WASHINGTON (ABP) — A federal judge’s Aug. 4 ruling declaring unconstitutional a California ban on same-sex marriage is either disastrous or a monumental step forward, depending on which Baptist leader you ask. But, according to church-state experts, it doesn’t directly affect religious liberty.
“This is a grievously serious crisis in how the American people will choose to be governed,” said Richard Land, president of the Southern Baptist Convention’s Ethics and Religious Liberty Commission, in a statement reacting to U.S. District Judge Vaughn Walker’s ruling. “The people of our most populous state — a state broadly indicative of the nation at large demographically — voted to define marriage as being between one man and one woman, thus excluding same-sex and polygamous relationships from being defined as marriage.
“Now, an unelected federal judge has chosen to override the will of the people of California and to redefine an institution the federal government did not create and that predates the founding of America. Indeed, ‘marriage’ goes back to the Garden of Eden, where God defined His institution of marriage as being between one man and one woman.”
But Interfaith Alliance President Welton Gaddy — who is also pastor of Northminster Baptist Church in Monroe, La. — called the ruling “a promising step for religious freedom and for marriage equality, recognizing the important distinctions between civil marriage and religious marriage.”
Gaddy said he was pleased that Walker, in his ruling, “was sensitive to the concerns of people of faith who oppose same-gender marriage on religious grounds but that he recognized, as do we, that their religious freedom will not be impacted by the legalization of same-gender marriage…. Under this ruling, as with any constitutionally based marriage equality law, no religion would ever be required to condone same-gender marriage, and no member of the clergy would ever be required to perform a wedding ceremony not in accordance with his or her religious beliefs.”
In his Perry v. Schwarzenegger decision, the judge noted that proponents of the ban — passed by 52 percent of California voters in 2008 and known as Proposition 8 — had failed to muster any evidence during the trial supporting their view that the state had a legitimate secular interest in denying marriage rights to gays.

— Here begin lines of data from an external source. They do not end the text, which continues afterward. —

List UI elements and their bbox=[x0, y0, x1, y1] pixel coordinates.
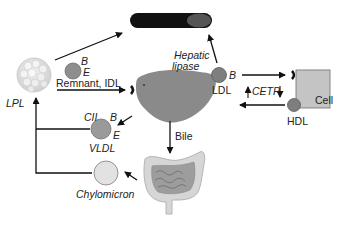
liver-icon bbox=[136, 70, 216, 123]
lpl-label: LPL bbox=[6, 98, 25, 109]
arrow-ldl-to-artery bbox=[209, 35, 217, 63]
chylomicron-particle-icon bbox=[94, 161, 118, 185]
ldl-particle-icon bbox=[212, 68, 227, 83]
lpl-lipid-cluster-icon bbox=[17, 58, 51, 92]
hdl-particle-icon bbox=[288, 99, 301, 112]
artery-icon bbox=[130, 13, 212, 28]
bile-label: Bile bbox=[175, 131, 193, 142]
remnant-idl-label: Remnant, IDL bbox=[56, 78, 121, 89]
chylomicron-label: Chylomicron bbox=[76, 189, 134, 200]
cell-label: Cell bbox=[315, 95, 333, 106]
intestine-icon bbox=[144, 152, 205, 214]
vldl-label: VLDL bbox=[89, 143, 115, 154]
cell-receptor-icon bbox=[292, 71, 294, 79]
liver-detail bbox=[143, 84, 145, 86]
vldl-apo-e-label: E bbox=[113, 130, 120, 141]
lipoprotein-metabolism-diagram: LPL B E Remnant, IDL Hepatic lipase B LD… bbox=[0, 0, 352, 226]
remnant-apo-b-label: B bbox=[81, 56, 88, 67]
cetp-label: CETP bbox=[252, 86, 280, 97]
return-line-chylomicron-to-lpl bbox=[36, 98, 92, 173]
ldl-label: LDL bbox=[212, 85, 231, 96]
remnant-apo-e-label: E bbox=[83, 67, 90, 78]
vldl-apo-b-label: B bbox=[110, 112, 117, 123]
hepatic-lipase-label-line2: lipase bbox=[172, 61, 199, 72]
vldl-apo-cii-label: CII bbox=[84, 112, 97, 123]
diagram-graphics bbox=[0, 0, 352, 226]
liver-receptor-icon bbox=[131, 86, 133, 94]
hepatic-lipase-label-line1: Hepatic bbox=[174, 50, 210, 61]
hdl-label: HDL bbox=[287, 116, 308, 127]
arrow-intestine-to-chylomicron bbox=[125, 172, 137, 180]
arrow-liver-to-vldl bbox=[118, 116, 132, 125]
ldl-apo-b-label: B bbox=[229, 70, 236, 81]
arrow-lpl-to-artery bbox=[55, 33, 122, 60]
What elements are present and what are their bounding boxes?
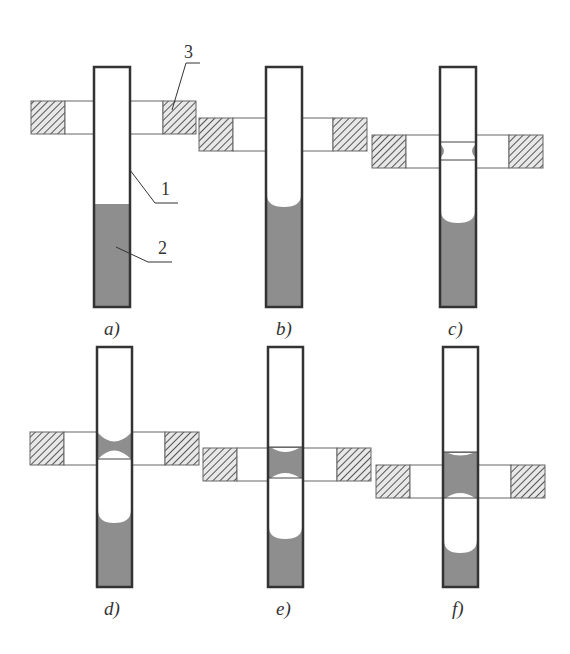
panel-c: c) [372,67,543,340]
label-3-leader: 3 [172,42,200,110]
heater-ring [372,135,543,168]
tube [97,347,132,587]
liquid-column [267,195,301,306]
label-heater-number: 3 [184,42,193,62]
figure-canvas: 3 1 2 a) b) [0,0,570,654]
tube [94,67,130,307]
caption-a: a) [104,318,120,340]
tube [266,67,302,307]
label-1-leader: 1 [130,170,178,203]
caption-e: e) [276,598,291,620]
caption-b: b) [276,318,292,340]
caption-f: f) [452,598,464,620]
liquid-column [95,204,129,306]
panel-d: d) [30,347,199,620]
tube [268,347,303,587]
caption-c: c) [448,318,463,340]
heater-ring [31,101,196,134]
panel-a: 3 1 2 a) [31,42,200,340]
tube [443,347,478,587]
label-tube-number: 1 [161,179,170,199]
panel-e: e) [203,347,371,620]
caption-d: d) [104,598,120,620]
liquid-column [441,211,475,306]
tube [440,67,476,307]
heater-ring [199,118,367,151]
heater-left-block [31,101,65,134]
heater-right-block [163,101,196,134]
panel-f: f) [376,347,545,620]
label-liquid-number: 2 [158,238,167,258]
panel-b: b) [199,67,367,340]
molten-zone [444,452,477,498]
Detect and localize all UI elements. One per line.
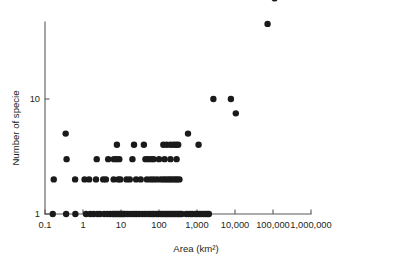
- data-point: [138, 176, 144, 182]
- data-point: [210, 96, 216, 102]
- data-point: [72, 211, 78, 217]
- data-point: [129, 156, 135, 162]
- data-point: [264, 21, 270, 27]
- data-point: [72, 176, 78, 182]
- data-point: [131, 142, 137, 148]
- y-tick-label: 10: [30, 94, 40, 104]
- data-point: [94, 156, 100, 162]
- data-point: [86, 176, 92, 182]
- data-point: [117, 176, 123, 182]
- data-point: [195, 142, 201, 148]
- data-point: [103, 176, 109, 182]
- data-point: [156, 156, 162, 162]
- y-tick-label: 1: [35, 209, 40, 219]
- data-point: [63, 156, 69, 162]
- data-point: [161, 156, 167, 162]
- data-points-group: [50, 0, 278, 217]
- x-tick-label: 100: [151, 220, 167, 230]
- data-point: [167, 156, 173, 162]
- data-point: [114, 142, 120, 148]
- y-axis-title: Number of specie: [10, 90, 21, 165]
- scatter-plot-figure: 0.11101001,00010,000100,0001,000,000110 …: [0, 0, 396, 260]
- x-tick-label: 10,000: [221, 220, 249, 230]
- chart-canvas: 0.11101001,00010,000100,0001,000,000110 …: [0, 0, 396, 260]
- data-point: [185, 130, 191, 136]
- data-point: [176, 176, 182, 182]
- data-point: [175, 142, 181, 148]
- data-point: [105, 156, 111, 162]
- data-point: [206, 211, 212, 217]
- x-tick-label: 100,000: [256, 220, 290, 230]
- data-point: [173, 156, 179, 162]
- data-point: [228, 96, 234, 102]
- data-point: [233, 110, 239, 116]
- data-point: [50, 211, 56, 217]
- axes-group: [45, 22, 311, 214]
- data-point: [141, 142, 147, 148]
- x-tick-label: 10: [116, 220, 126, 230]
- x-tick-label: 0.1: [39, 220, 52, 230]
- x-tick-label: 1: [80, 220, 85, 230]
- tick-labels-group: 0.11101001,00010,000100,0001,000,000110: [30, 94, 332, 230]
- data-point: [127, 176, 133, 182]
- x-axis-title: Area (km²): [173, 243, 218, 254]
- data-point: [63, 211, 69, 217]
- x-tick-label: 1,000: [185, 220, 208, 230]
- data-point: [116, 156, 122, 162]
- data-point: [51, 176, 57, 182]
- x-tick-label: 1,000,000: [290, 220, 331, 230]
- data-point: [93, 176, 99, 182]
- data-point: [271, 0, 277, 2]
- data-point: [62, 130, 68, 136]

“Proposition 8 fails to advance any rational basis in singling out gay men and lesbians for denial of a marriage license,” Walker wrote. “Indeed, the evidence shows Proposition 8 does nothing more than enshrine in the California Constitution the notion that opposite-sex couples are superior to same-sex couples.”
Walker said that the pro-Proposition 8 argument basically boiled down to anti-gay bigotry.
“In the absence of a rational basis, what remains of proponents’ case is an inference, amply supported by evidence in the record, that Proposition 8 was premised on the belief that same-sex couples simply are not as good as opposite-sex couples. Whether that belief is based on moral disapproval of homosexuality, animus towards gays and lesbians or simply a belief that a relationship between a man and a woman is inherently better than a relationship between two men or two women, this belief is not a proper basis on which to legislate.”
Bob Tuttle, a church-state expert and professor at the George Washington University Law School, said the ruling only directly implicates religious liberty if one defines “religious liberty” as the right to make laws based exclusively on religious opinions or reasoning.
“The court says (correctly as a matter of current law) that a law must have a valid secular purpose; purposes that are solely religious do not meet that requirement, so a law based on exclusively religious premises is invalid,” he said Aug. 5. “Religious groups are, of course, free to believe as they see fit, and in general to act on those beliefs, but they have no legal right or power to legislate those beliefs into civil law. In that respect, the ban on laws with exclusively religious premises does limit the ‘liberty’ of religious individuals to enact religious laws, but that's the only sense in which their liberty is restricted by this ruling — or the broader constitutional principle.”
Robert Marus is managing editor and Washington bureau chief for Associated Baptist Press.